Now that businesses are cautiously reopening, RFID is being deployed in the form of wearables that help employees maintain social distancing and stay safe in reopened workplaces.
In the U.S. and Europe, RFID suppliers are creating bracelets and smart watches with embedded RFID chips that alert users when they are too close to one another. Ford Motor Company, for example, has been testing an RFID wearable in the factories where it produces ventilators and respirators. Workers wear an RFID-enabled smart watch that vibrates and issues a color-coded warning whenever they move too near.
The watches also send social-distancing data to supervisors so they can modify workflows for better distancing. Further, the data provides supervisors with workplace contact tracing. If an employee becomes infected, other employees who have been in contact with that person can be identified for testing.
A spokesman for Italian RFID tech company Engineering points out that RFID’s proximity and contract tracing technology lets businesses isolate only the infected workers and their contacts, rather than all the employees. If only a small percentage of employees have to be pulled off the line, production can continue with little or no interruption.

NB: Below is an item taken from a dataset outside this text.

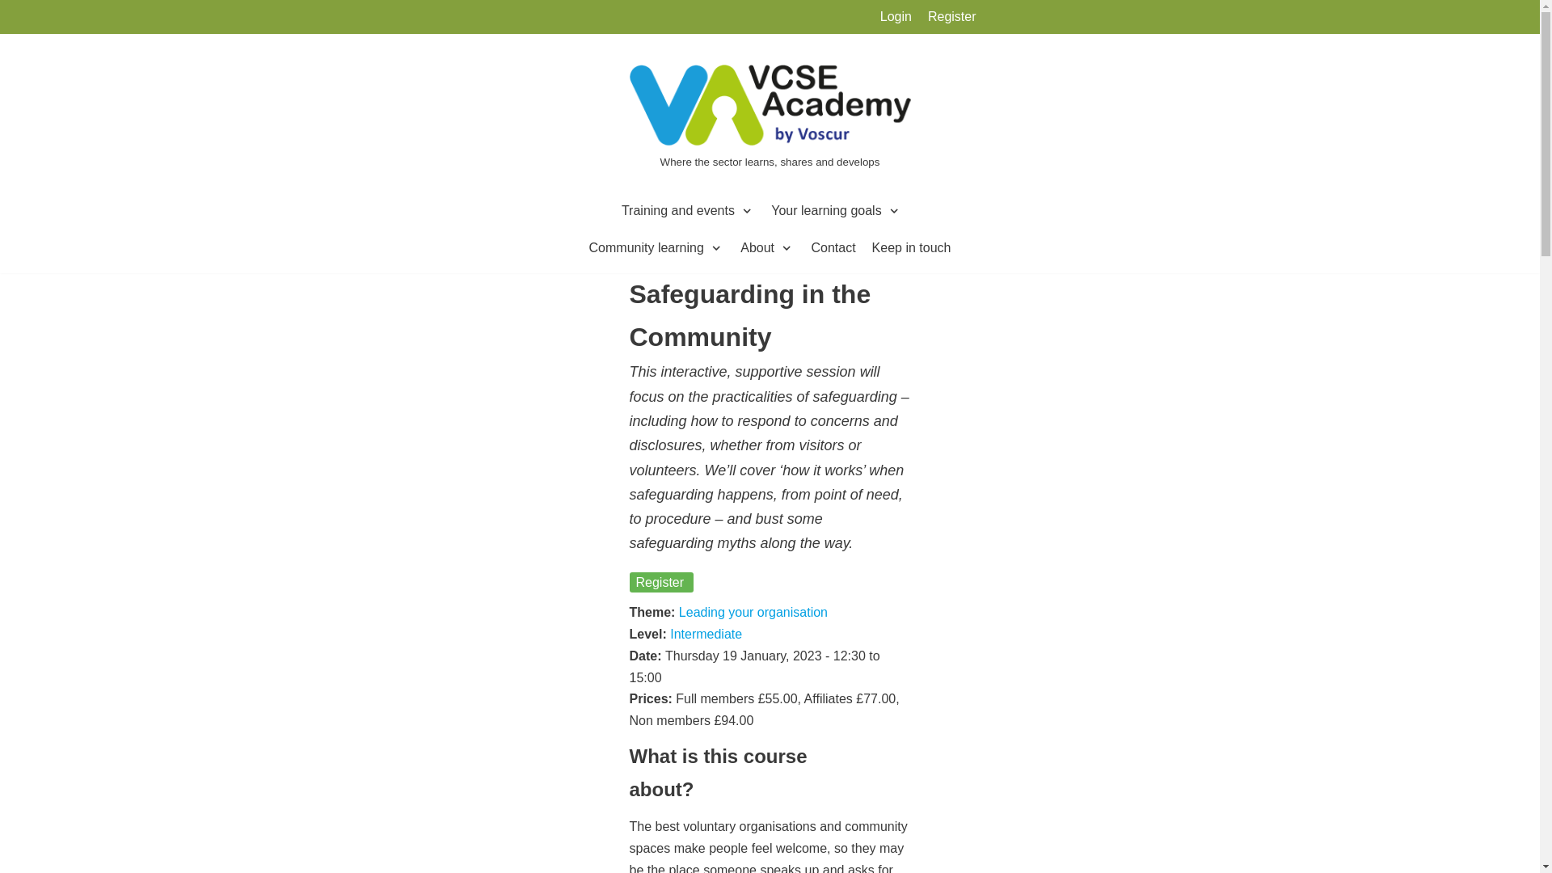 The width and height of the screenshot is (1552, 873). I want to click on Where the sector learns, shares and develops, so click(770, 118).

Employees at many companies are teleworking to reduce their risk of infection. But even when telework is enabled by document imaging and digital asset management, it isn’t practical for every type of enterprise. Manufacturing, scientific research, logistics – these all require workers to be in the same place at the same time. The “new normal” is going to call for new ways of doing business and new applications of existing technology.
RFID is a mature, robust technology, a proven risk reduction tool for asset management and security. This same technology can be applied to a different kind of business risk: an infected workplace. RFID is easy to adapt for the socially-distanced workplace. As RFID is protecting your staff, it’s also protecting your business from additional production slowdowns. RFID is part of the solution for a safer workplace during reopening, and into the future.